In London, Zoë Garbett, the Green mayoral candidate last month (who now sits as a London Assembly Member after her predecessor resigned her seat just days after getting elected) joined Harvie in attempting to undermine the findings. Apparently without even a pause for reflection over the monstrous way vulnerable young people had been let down by the NHS, she put out an upbeat and bouncy but completely nonsensical video dismissing the Cass Review as “really worrying” and saying that while “it’s widely recognised there are problems with trans healthcare, this review does not speak to the heart of those.”
This casual dismissal of such a landmark report was absolutely gut-wrenching for me. I had twice stood as the Green Party’s candidate for mayor of London and spent 16 years representing the Greens as a London assembly member. Throughout that time, children’s health featured high on my list of priorities, whether it was pushing for tough measures on air pollution or fighting for better homes for families living in overcrowded conditions. How dare leading Greens be so dismissive of a well-researched, scientific review tackling a shameful medical scandal.

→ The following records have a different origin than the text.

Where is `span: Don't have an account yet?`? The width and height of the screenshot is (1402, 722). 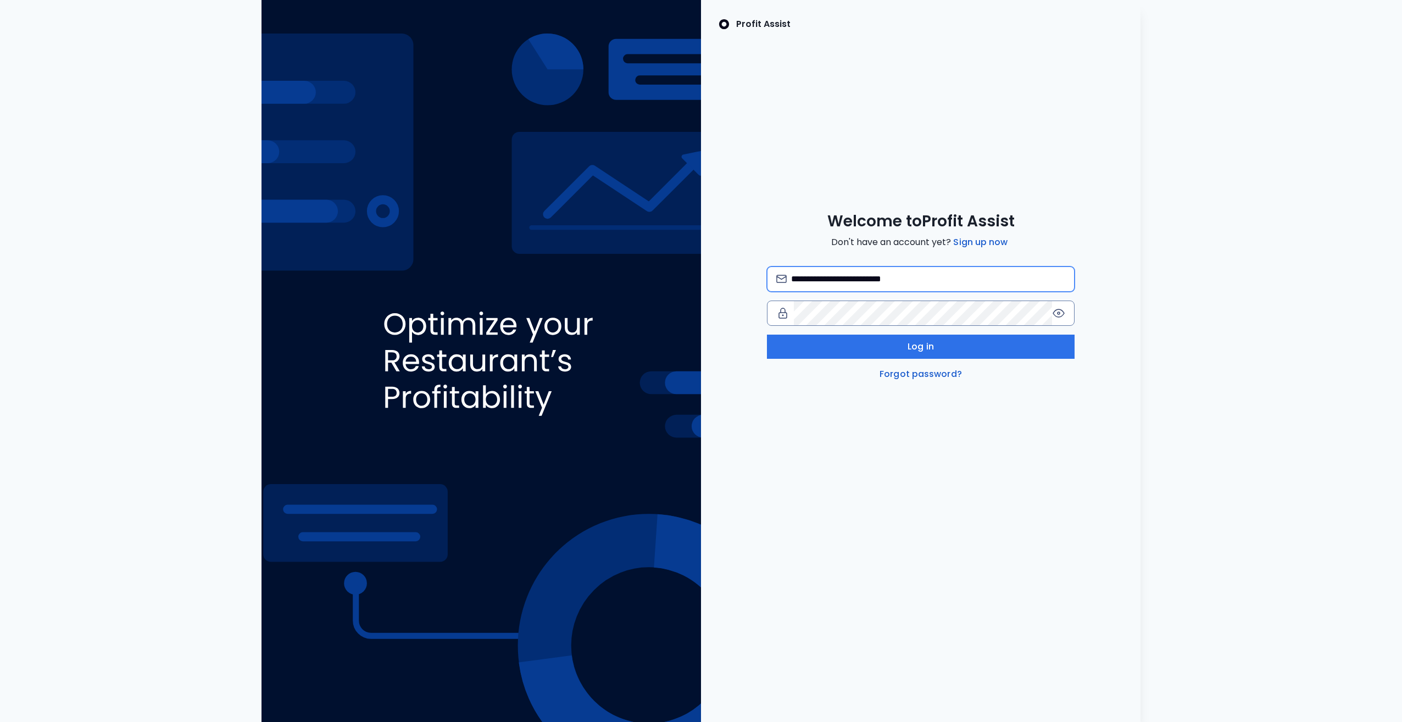 span: Don't have an account yet? is located at coordinates (920, 242).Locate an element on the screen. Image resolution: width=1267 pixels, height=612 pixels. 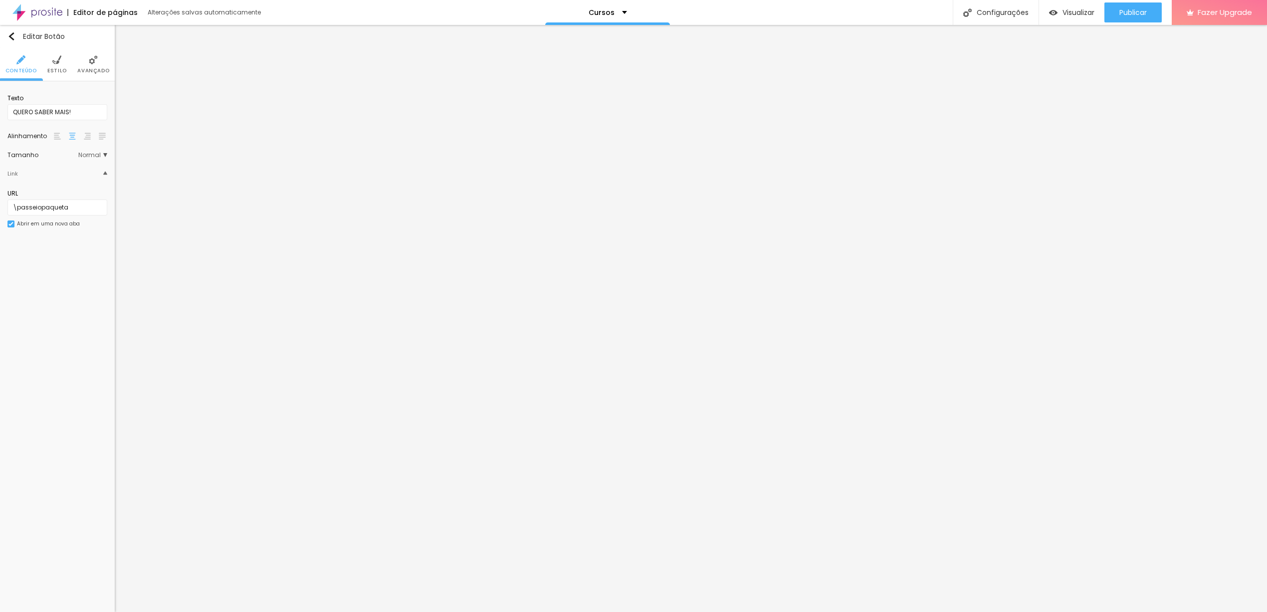
span: Fazer Upgrade is located at coordinates (1225, 12).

I reacted with fury. “Vote Green if you want to completely ignore medical evidence and see more children pumped full of harmful drugs.” I wrote on X (formerly Twitter) in response to that awful, glib video from Garbett.
I knew at the time it would put my 37-year membership of the party in jeopardy. Numerous women in the party have already been suspended or expelled but I was not going to sit back and stay silent while leading members of the Green Party went out of their way to rubbish the Cass Review. The Green Party has also accused me, erroneously, of endorsing the Labour candidate in Brighton Pavilion. I have not, although I will admit to calling some of my erstwhile colleagues “science-denying loons”. Well, if the cap fits.
I am beyond despair that the political party I’ve been a member of for decades, that has always said “trust the science” when it comes to climate change or air and river pollution, is apparently putting ideology before science when it comes to pushing untested medical treatments for children.
By suspending me this week, the Green Party perhaps hopes it can bully me into silence in the run-up to the general election. They will not succeed. Whether they decide to lift the “temporary suspension” they have slapped on me or expel me on a more permanent basis, I will not stop speaking out on this grotesque medical scandal that has harmed many vulnerable young people and harmed the credibility of the political movement I’ve spent most of my life fighting for.